An ordinance, brought by the UPA government to shield convicted lawmakers from immediate disqualification from the House, was trashed then by Congress leader Rahul Gandhi, who even tore it publicly during a media interaction, and eventually it had to be withdrawn.
Now, following his conviction in a defamation case by a Surat court on Thursday, his act seems to have come back to haunt him.
In a 2013 ruling in the Lily Thomas vs Union of India case, the Supreme Court had struck down, as “unconstitutional”, Section 8(4) of the Representation of The People Act, which stated that if a sitting member of the House is convicted of an offence punishable by more than two years in prison and files an appeal within three months of the conviction, he/she will not be disqualified from holding membership of the House.
This meant that for such lawmakers, simply filing an appeal would not be sufficient but they must secure a stay on their conviction in the case.
The same year, the United Progressive Alliance (UPA) government had promulgated an ordinance to overturn the judgement and retain Section 8 (4), but Rahul Gandhi had called the ordinance “complete nonsense”.
“I will tell you what my opinion on the ordinance is. It’s complete nonsense and it’s my personal opinion,” he said, before going to rip a copy of the ordinance into pieces.

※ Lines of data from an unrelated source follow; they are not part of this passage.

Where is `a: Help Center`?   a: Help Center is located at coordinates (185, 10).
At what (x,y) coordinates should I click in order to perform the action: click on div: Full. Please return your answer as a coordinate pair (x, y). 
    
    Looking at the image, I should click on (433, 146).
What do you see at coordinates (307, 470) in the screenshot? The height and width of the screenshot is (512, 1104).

This act, which came at a time when Prime Minister Manmohan Singh was on a foreign trip, had severely embarrassed the government, which went on to withdraw it.
Under the changed law, several politicians were disqualified, beginning with Congress MP Rasheed Masood in 2013 itself.

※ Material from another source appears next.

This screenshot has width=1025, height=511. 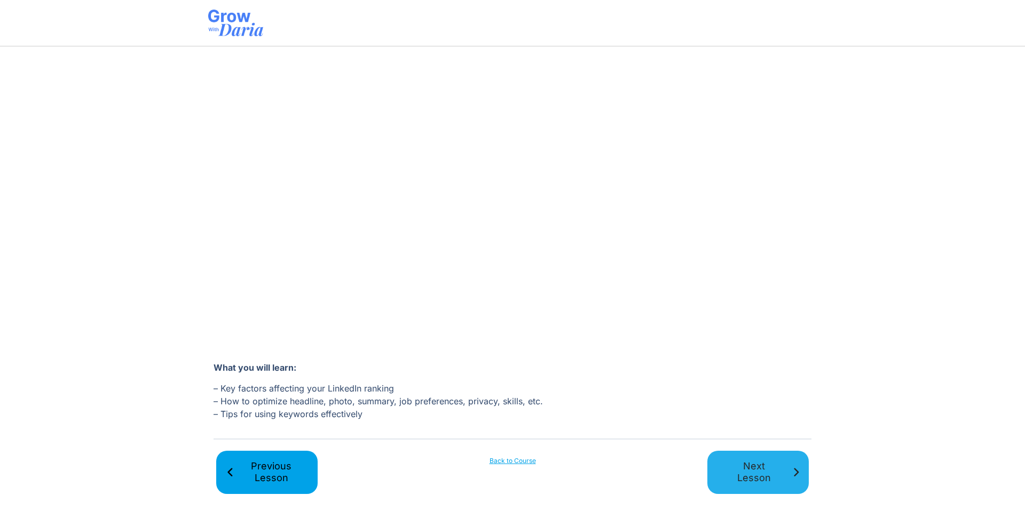 I want to click on p: – Key factors affecting your LinkedIn ranking – How to optimize headline, photo, summary, job pre..., so click(x=512, y=401).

Masood, a Rajya Sabha member, was disqualified in 2013 itself after he was found guilty of criminal conspiracy, cheating and forgery in allocating seats in a medical college when he was a minister in the V.P. Singh government (1989-90).
Others who have been disqualified include RJD chief Lalu Prasad and JD-U’s Jagdish Sharma, who were disqualified as Lok Sabha members following their conviction in fodder scam cases.
In 2014, DMK’s Rajya Sabha member T.M. Selvaganapathy was disqualified after a Chennai court found him guilty of a financial scam embedded in the construction of sheds used at crematoriums across Tamil Nadu in 1995, and sentenced him to two years jail.
At the time, he was the Rural Development Minister in the J. Jayalalithaa’s government. He was expelled from the AIADMK in 2008 after the graft charges surfaced and had then joined the DMK, which had sent him to the Upper House.
In 2018, Jharkhand Party’s Kolebira legislator Anosh Ekka was disqualified from the membership of the House after his conviction and sentencing to life imprisonment for murdering a para-teacher in 2014.
Samajwadi Party MLA Abdullah Azam Khan was disqualified from the Uttar Pradesh Assembly in 2022 after a court sentenced him to jail in a hate speech case. His son was also disqualified as a member of the House after his conviction in another case.
The Representation of the People Act’s Section 8 on disqualification on imprisonment provides that a lawmaker will be disqualified if convicted and sentenced to imprisonment for two years or more – for the period of imprisonment and a further six years.
But, there is an exception for sitting members provided in the Act.
A district court in Surat on Thursday convicted Gandhi in a criminal defamation case against him over his alleged ‘Modi surname’ remark in 2019. He was convicted under IPC’s Sections 499 and 500 where the maximum possible punishment is two years jail.
(The story has been published via a syndicated feed with a modified headline.)